Representative women of New England/Alice Stone Blackwell
ALICE STONE BLACK WELL was born in Orange, N. J., September 14,. 1857, the daughter of Henry B. Blackwell and his wife, Lucy Stone. In 1869 her parents moved to Massachusetts. She was fitted for college at Chauncy Hall School in Boston, where she took the Thayer prize for English composition and a special prize for knowledge of Shakespeare. She graduated from the College of Liberal Arts of Boston University with honors in 1881, and began in the same year to help her parents edit the Woman's Journal. For the last sixteen years she has also edited a small fortnightly paper called the Woman's Column, devoted to equal suffrage. She was largely instrumental in persuading the two branches of the Woman's Suffrage Association, which had split twenty years before, to reunite in 1889; and she has since been recording secretary of the united society, the National American Woman Suffrage Association. She is also chairman of the Executive Committee of the New England Woman Suffrage Association and chairman of the Literature Committee of the Massachusetts Woman Suffrage Association. She has been much interested in the Armenian question, has for many years been in the habit of befriending Armenian immigrants, and is the author of "Armenian Poems," a small volume of verse translated from the Armenian. She is also the compiler, with the Rev. Anna H. Shaw and Miss Lucy E. Anthony, of a book of equal rights recitations, "The Yellow Ribbon Speaker." She was for some years Associate National Superintendent of Franchise for the W. C. T. U. She lectures occasionally, and is interested in a number of reforms.
Miss Blackwell inherits much of her mother's tenacity and singleness of purpose. Endowed with a ready wit and retentive memory, in legislative hearings for and against suffrage she retains a vivid recollection of all that is said in opposition, and is usually able to turn the weapons of her antagonists against them- selves. Among the younger advocates of suffrage she is distinguished for her valuable and acceptable service.

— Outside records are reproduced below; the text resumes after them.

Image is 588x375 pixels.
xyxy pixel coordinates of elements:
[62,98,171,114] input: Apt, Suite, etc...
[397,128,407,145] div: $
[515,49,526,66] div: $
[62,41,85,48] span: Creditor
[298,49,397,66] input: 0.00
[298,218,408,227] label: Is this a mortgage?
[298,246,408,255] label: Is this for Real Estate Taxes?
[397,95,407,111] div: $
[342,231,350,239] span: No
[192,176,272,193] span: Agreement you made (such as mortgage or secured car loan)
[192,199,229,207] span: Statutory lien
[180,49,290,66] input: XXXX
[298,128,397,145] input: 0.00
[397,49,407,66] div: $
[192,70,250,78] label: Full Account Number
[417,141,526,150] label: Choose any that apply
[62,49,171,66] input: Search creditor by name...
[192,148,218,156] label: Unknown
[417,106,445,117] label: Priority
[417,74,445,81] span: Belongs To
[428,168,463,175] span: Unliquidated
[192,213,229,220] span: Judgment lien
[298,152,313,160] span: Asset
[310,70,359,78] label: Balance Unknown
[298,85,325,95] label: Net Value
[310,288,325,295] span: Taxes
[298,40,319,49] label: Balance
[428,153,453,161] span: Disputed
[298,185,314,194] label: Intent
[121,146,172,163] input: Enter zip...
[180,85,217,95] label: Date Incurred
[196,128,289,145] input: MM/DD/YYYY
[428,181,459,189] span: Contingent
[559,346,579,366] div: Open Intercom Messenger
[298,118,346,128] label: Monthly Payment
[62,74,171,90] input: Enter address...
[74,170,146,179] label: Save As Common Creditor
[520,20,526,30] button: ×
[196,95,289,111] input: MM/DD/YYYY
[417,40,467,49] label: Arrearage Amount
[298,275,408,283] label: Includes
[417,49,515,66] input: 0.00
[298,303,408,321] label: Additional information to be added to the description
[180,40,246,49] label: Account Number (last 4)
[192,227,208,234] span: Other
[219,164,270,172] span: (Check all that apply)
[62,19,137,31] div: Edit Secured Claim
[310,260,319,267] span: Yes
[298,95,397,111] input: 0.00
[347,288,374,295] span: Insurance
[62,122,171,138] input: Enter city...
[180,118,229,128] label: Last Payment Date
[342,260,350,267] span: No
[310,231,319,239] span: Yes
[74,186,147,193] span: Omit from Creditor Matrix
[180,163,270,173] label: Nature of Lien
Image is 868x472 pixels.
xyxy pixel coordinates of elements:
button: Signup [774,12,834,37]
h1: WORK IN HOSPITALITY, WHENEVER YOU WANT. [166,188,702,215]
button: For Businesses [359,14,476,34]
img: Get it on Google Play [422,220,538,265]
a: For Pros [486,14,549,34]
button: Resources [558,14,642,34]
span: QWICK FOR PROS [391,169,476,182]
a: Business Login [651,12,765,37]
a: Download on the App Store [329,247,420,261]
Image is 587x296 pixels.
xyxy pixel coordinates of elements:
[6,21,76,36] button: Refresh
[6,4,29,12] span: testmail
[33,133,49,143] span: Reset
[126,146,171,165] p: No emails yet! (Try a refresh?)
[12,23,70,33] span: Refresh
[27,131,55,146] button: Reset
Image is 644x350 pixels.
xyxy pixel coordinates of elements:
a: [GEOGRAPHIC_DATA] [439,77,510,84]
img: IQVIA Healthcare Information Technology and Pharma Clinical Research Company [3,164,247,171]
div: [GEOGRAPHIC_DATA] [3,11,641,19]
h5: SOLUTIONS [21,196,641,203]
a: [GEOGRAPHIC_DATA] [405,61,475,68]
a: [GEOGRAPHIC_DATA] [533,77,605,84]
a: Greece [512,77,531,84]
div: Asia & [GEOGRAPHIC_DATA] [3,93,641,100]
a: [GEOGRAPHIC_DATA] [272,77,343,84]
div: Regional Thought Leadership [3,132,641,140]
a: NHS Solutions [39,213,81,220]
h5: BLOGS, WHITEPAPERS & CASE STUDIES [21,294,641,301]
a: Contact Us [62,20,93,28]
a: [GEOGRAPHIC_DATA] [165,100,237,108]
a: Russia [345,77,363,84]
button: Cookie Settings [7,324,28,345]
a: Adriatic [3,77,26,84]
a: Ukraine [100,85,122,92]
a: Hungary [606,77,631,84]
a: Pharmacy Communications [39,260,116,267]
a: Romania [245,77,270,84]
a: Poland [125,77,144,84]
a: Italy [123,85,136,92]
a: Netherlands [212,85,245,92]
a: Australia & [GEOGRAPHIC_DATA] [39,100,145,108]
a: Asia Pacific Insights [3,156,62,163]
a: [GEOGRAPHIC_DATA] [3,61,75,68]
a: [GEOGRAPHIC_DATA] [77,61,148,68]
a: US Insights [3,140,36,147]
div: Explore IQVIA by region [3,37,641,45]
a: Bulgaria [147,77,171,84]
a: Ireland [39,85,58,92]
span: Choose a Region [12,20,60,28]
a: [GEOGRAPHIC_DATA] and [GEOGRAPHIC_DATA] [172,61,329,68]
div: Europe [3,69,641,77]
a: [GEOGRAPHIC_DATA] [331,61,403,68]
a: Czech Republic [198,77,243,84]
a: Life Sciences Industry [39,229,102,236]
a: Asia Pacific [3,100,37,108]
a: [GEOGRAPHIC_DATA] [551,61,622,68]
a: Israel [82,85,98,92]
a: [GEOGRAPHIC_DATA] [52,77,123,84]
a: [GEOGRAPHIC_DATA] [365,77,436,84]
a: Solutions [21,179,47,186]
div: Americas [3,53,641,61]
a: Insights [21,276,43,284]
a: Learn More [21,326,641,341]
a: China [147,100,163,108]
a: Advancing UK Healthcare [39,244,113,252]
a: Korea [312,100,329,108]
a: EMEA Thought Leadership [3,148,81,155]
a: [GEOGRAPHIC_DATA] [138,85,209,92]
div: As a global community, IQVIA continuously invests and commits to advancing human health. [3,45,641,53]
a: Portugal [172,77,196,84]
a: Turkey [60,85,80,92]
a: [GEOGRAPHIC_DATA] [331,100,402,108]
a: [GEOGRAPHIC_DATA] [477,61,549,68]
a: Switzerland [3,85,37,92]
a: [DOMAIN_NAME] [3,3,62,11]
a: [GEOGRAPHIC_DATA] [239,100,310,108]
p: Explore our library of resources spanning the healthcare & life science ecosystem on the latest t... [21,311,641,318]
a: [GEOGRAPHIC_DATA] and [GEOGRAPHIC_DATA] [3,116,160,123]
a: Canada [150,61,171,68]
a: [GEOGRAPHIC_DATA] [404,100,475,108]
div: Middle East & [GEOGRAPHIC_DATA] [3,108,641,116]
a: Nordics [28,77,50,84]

first part of her married life was spent in Boston. At present the family make their home during the winter season with Mrs. Fitz's father, David Slade, of Chelsea. Th(>y have an attractive summer residence at Wakefield, Mass. Three sturdy boys furnisli inspiration for the mother's best effort.
Mr. David Slade's paternal grandfather, John Slade, the founder of this branch of the Slade family in New England, camp from Devonshire in the latter part of th(> eighteenth century. On the 4th of August, 1776, he, "John Slade of Boston," married "Hannah Torrey of Scituate." The Probate Records of Suffolk County show that on the 11th October, 1791, Hannah Slade, widow, w:is appointed "administratrix of the estate of John Slade, late of Chelsea, deceased." It is said that at some period of his residence in Massachusetts John Slade owned a number of slaves.
Through Mrs. Hannah Torrey Slade," her great-grandmother, Mrs. Fitz is descended from Lieutenant James Torrey, who was an inhabitant of Scituate before 1640; ami through her paternal grandmother, Sally Danforth, wife of Henry Slade, Mrs. Fitz is a descendant in the ninth generation of Nicholas Danforth, the immigrant progenitor of the Middlesex County colonial family of this name. Nicholas Danforth came to New England in 1634. The records of Cambridge, Mass., show that he became a landowner in 1635, was a Deputy, or Representative, to General Court in the same year, and on the 20th of November, 1637, was one of the important conunittee selected " to take orders for college at Newtown" (Cambridge). He died in April, 1638. The line of descent to Mrs. Sally Danforth Slade, who was of the seventh generation, was through his third and youngest son. Captain Jonathan Danforth, an early settler of Billerica, Mass.
Joshua Danforth, father of Sally and great-grandfather of Mrs. Fitz, was a Revolutionary soldier and in his old age a United States pensioner.
Mrs. Fitz's mother was a native of England, coming to this country when but a few months old. She was a loyal American, and taught her children to love her adopted country. It is not strange, with these records, that Mrs. Fitz stands to-day as a representative New England woman.